Nearly a quarter of a century later, Patty's is a veteran of paucity and prosperity. Despite its economic peaks and valleys, the mall has quadrupled its family of dealers and fostered numerous imitators.

"We caused a new wave of dealers combining shops," said Patty's owner as of January 2005, Andrea Le Grant, with the mall since 1981. "It's neat being the first one."

In 1980 when McBane explored that Nashville mall - one of 36 in Tennessee - she met owner Sylvia Reed, who loaded her with ideas. "Why can't I do that in St. Petersburg?" McBane said.

Back home, McBane reached area dealers through an ad in The Antique Press. "This (mall) is going to be the first of its kind here," McBane said.

With her sons and her former husband, Byron Kennedy, McBane prepared the house for business. They leveled an attached garage with sledgehammers and repaired the home's interior.

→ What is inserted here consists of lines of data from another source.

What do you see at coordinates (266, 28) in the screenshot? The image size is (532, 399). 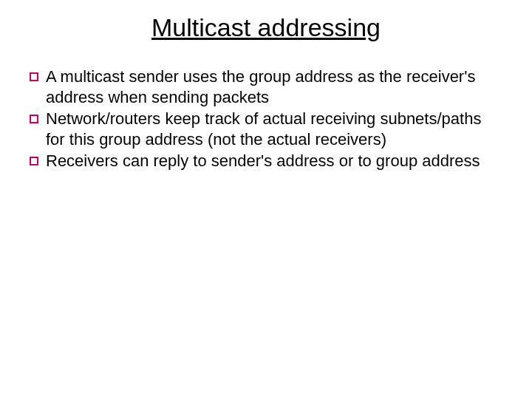 I see `slide-title: Multicast addressing` at bounding box center [266, 28].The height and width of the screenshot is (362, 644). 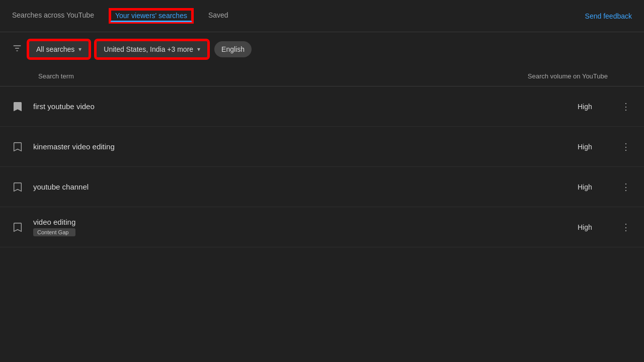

"We couldn't afford to paint the outside, so we just let it go with peeling paint," McBane, 67, said from her home in Cape Elizabeth, Maine. "There were 11 dealers when I opened (Nov. 1, 1981), none experienced. We were all going by the seat of our pants."

Depending on the size of their space, dealers paid $40 to $75 a month. McBane supervised the space, collected a 10 percent commission on sales, and paid for advertising and taxes.

After Patty's opened, malls leapfrogged across the state. "Antique dealers, faced with increasing overhead expenses and long hours involved in running a shop, are turning toward antique malls," the Tampa Tribune wrote. "The oldest and best known ... is Patty & Friends."

About 1984, McBane bought two two-story buildings beside her mall from Boley Manor. Renovations exceeded $35,000 and increased the mall area to 9,200 square feet. Business boomed. McBane issued warning tickets to dealers who deprived customers of parking space.

The sandy parking lot, covered with mulch, became a quagmire after rain. Dealers freed the cars whose tires had been swallowed up by the mire. "When the parking lot was paved (1987), that was the happiest day of my life," said one of McBane's four sons, Blake Kennedy, 39, a certified estate specialist and licensed auctioneer.

In 1986 on Le Grant's 36th birthday, McBane planted a 6-foot oak tree at the mall. It has been the Andrea Le Grant Tree ever since, and today it towers 30 feet above Patty's. "It is ironic that Andrea should now take over the business," McBane said.

Richard Bliss, 66, who joined Patty's about 1984, said dealers from other antique malls in the mid 1980s were 90 percent of his sales. When eBay surfaced, however, transactions slowed.

"eBay hurt us," said Kennedy, who purchased the mall about 1996, "but people like to touch and feel the stuff, and business improved. You're always going to find your past at Patty's," the oldest of eight antique malls in St. Petersburg.

"We are a small community that is part of the larger community of St Petersburg," said Adele Gilmore, a Patty's dealer for 14 years.

Bliss said Sept. 11, 2001, crippled sales. "The attack put people in the fear mode," he said. "But I see them coming back to Patty's," where 40 dealers now pay a $55 to $300 monthly management fee.

"We can't change the economy, but we can make the mall like it was before," Le Grant said.